The Loss of Leverage

We give-away leverage far too often.   Leverage is the victim of  instant gratification and the here and now.  When we make decisions based on what we need now, it is often at the cost of leverage.  Leverage is the asset of the strong and successful.

From business, to sales, to life, leverage quietly sits at the foundation of success or failure.   Leverage let’s us say no.  Leverage let’s us wait.  Leverage gives us more choices.  Leverage puts us in control.

The problem is leverage is like other assets, it needs time to grow and far too often we make decisions undermining our ability to get leverage.

Have you ever cut a deal to make quota because you needed that one last contract to make your numbers?   That’s what happens without leverage.   Where was leverage?  It was absent because months before decisions were made NOT to make more cold calls, NOT to make more appointments, NOT to do more research, not to do more demo’s.   The deal had to be cut because there was no choice. The pipeline wasn’t big enough.  There were no alternatives.  There was only one decision, cut a deal and make quota, or don’t and miss quota.  This is exactly what happens when we don’t have leverage. There are fewer choices, and less control.

We are stuck in jobs we don’t like because we spend so much on STUFF that doesn’t matter that we can’t quit.  We spend our leverage every day, trickle by trickle. We have no leverage to do what we want, to start a new company, or to try something new.  Our leverage was spent on the partying instead of going to college.  Our leverage is being spent in that 65k car instead of a used 10k car.  Our leverage is being spent in a house bigger than we need.  We need leverage to grow, yet we spend it everyday.

It’s no different in business.  Companies can’t expand or grow because they short change their products and customers to save a buck.   Focused on expenses, revenue, and profit in the short term, they provide poor customer service, poor working environments or cultures and don’t create new innovative products.  To meet the demands of “the street” leverage is forfeited quarter after quarter.  After years of focusing on the short-term a threat arises and there is no leverage to combat it.  The company is unable to respond.  Employees are worn to the bone and have little loyalty, customers are looking for an alternative and the products are stale, unable to generate the revenue needed to respond. There is no leverage.

Leverage is critical, yet people, organizations, businesses, and governments squander it little be little everyday.  Focusing on the here and now costs. It costs leverage and not having leverage has an even bigger cost.  Before you make a decision ask yourself, will this create leverage or cost leverage.   The answer matters.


> **Task prompt**:
Set down again each entry exactly as it reads, pictures excluded.

[Figure collection entries]
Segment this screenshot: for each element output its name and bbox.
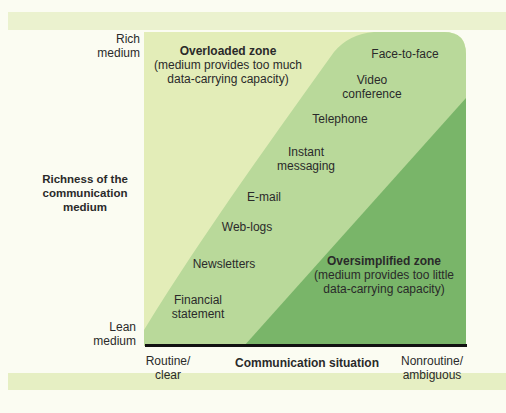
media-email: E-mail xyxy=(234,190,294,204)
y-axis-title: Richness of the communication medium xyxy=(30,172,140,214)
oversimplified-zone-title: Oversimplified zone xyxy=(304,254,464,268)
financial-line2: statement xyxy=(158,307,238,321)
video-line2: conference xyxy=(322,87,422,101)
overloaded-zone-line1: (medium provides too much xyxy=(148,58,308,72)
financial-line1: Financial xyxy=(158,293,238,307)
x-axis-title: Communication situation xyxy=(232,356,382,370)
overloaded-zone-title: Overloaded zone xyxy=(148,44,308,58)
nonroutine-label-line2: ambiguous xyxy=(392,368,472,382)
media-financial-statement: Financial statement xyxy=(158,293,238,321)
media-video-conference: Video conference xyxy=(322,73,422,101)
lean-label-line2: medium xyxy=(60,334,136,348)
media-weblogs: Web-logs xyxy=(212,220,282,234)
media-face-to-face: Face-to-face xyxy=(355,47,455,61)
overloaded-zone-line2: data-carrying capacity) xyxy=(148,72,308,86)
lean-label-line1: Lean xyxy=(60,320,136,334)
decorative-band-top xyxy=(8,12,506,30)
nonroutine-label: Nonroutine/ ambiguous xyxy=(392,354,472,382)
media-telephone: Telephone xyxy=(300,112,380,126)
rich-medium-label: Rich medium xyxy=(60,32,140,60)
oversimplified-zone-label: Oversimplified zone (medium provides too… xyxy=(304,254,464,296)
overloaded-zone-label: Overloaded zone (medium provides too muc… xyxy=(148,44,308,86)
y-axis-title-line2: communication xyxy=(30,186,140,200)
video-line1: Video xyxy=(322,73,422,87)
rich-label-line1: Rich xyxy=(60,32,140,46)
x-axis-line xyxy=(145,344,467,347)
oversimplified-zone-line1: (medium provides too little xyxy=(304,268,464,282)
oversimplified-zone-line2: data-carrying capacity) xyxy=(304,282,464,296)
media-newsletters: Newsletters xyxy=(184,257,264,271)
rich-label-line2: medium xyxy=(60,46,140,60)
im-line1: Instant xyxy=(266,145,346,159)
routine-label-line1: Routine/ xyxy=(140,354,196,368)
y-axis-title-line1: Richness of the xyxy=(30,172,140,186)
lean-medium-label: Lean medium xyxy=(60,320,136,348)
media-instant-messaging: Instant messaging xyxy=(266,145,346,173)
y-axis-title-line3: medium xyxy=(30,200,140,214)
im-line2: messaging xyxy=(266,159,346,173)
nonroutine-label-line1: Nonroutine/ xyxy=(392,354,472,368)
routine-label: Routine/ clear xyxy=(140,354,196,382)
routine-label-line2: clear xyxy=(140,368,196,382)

> **Solution to this problem**:
Segment this screenshot: for each element output its name and bbox.
media-email: E-mail xyxy=(234,190,294,204)
y-axis-title: Richness of the communication medium xyxy=(30,172,140,214)
oversimplified-zone-title: Oversimplified zone xyxy=(304,254,464,268)
financial-line2: statement xyxy=(158,307,238,321)
video-line2: conference xyxy=(322,87,422,101)
overloaded-zone-line1: (medium provides too much xyxy=(148,58,308,72)
financial-line1: Financial xyxy=(158,293,238,307)
x-axis-title: Communication situation xyxy=(232,356,382,370)
overloaded-zone-title: Overloaded zone xyxy=(148,44,308,58)
nonroutine-label-line2: ambiguous xyxy=(392,368,472,382)
media-financial-statement: Financial statement xyxy=(158,293,238,321)
media-video-conference: Video conference xyxy=(322,73,422,101)
lean-label-line2: medium xyxy=(60,334,136,348)
media-weblogs: Web-logs xyxy=(212,220,282,234)
media-face-to-face: Face-to-face xyxy=(355,47,455,61)
overloaded-zone-line2: data-carrying capacity) xyxy=(148,72,308,86)
lean-label-line1: Lean xyxy=(60,320,136,334)
decorative-band-top xyxy=(8,12,506,30)
nonroutine-label: Nonroutine/ ambiguous xyxy=(392,354,472,382)
media-telephone: Telephone xyxy=(300,112,380,126)
rich-medium-label: Rich medium xyxy=(60,32,140,60)
oversimplified-zone-label: Oversimplified zone (medium provides too… xyxy=(304,254,464,296)
overloaded-zone-label: Overloaded zone (medium provides too muc… xyxy=(148,44,308,86)
y-axis-title-line2: communication xyxy=(30,186,140,200)
video-line1: Video xyxy=(322,73,422,87)
rich-label-line1: Rich xyxy=(60,32,140,46)
x-axis-line xyxy=(145,344,467,347)
oversimplified-zone-line1: (medium provides too little xyxy=(304,268,464,282)
oversimplified-zone-line2: data-carrying capacity) xyxy=(304,282,464,296)
media-newsletters: Newsletters xyxy=(184,257,264,271)
rich-label-line2: medium xyxy=(60,46,140,60)
im-line1: Instant xyxy=(266,145,346,159)
routine-label-line1: Routine/ xyxy=(140,354,196,368)
y-axis-title-line1: Richness of the xyxy=(30,172,140,186)
lean-medium-label: Lean medium xyxy=(60,320,136,348)
media-instant-messaging: Instant messaging xyxy=(266,145,346,173)
y-axis-title-line3: medium xyxy=(30,200,140,214)
im-line2: messaging xyxy=(266,159,346,173)
nonroutine-label-line1: Nonroutine/ xyxy=(392,354,472,368)
routine-label: Routine/ clear xyxy=(140,354,196,382)
routine-label-line2: clear xyxy=(140,368,196,382)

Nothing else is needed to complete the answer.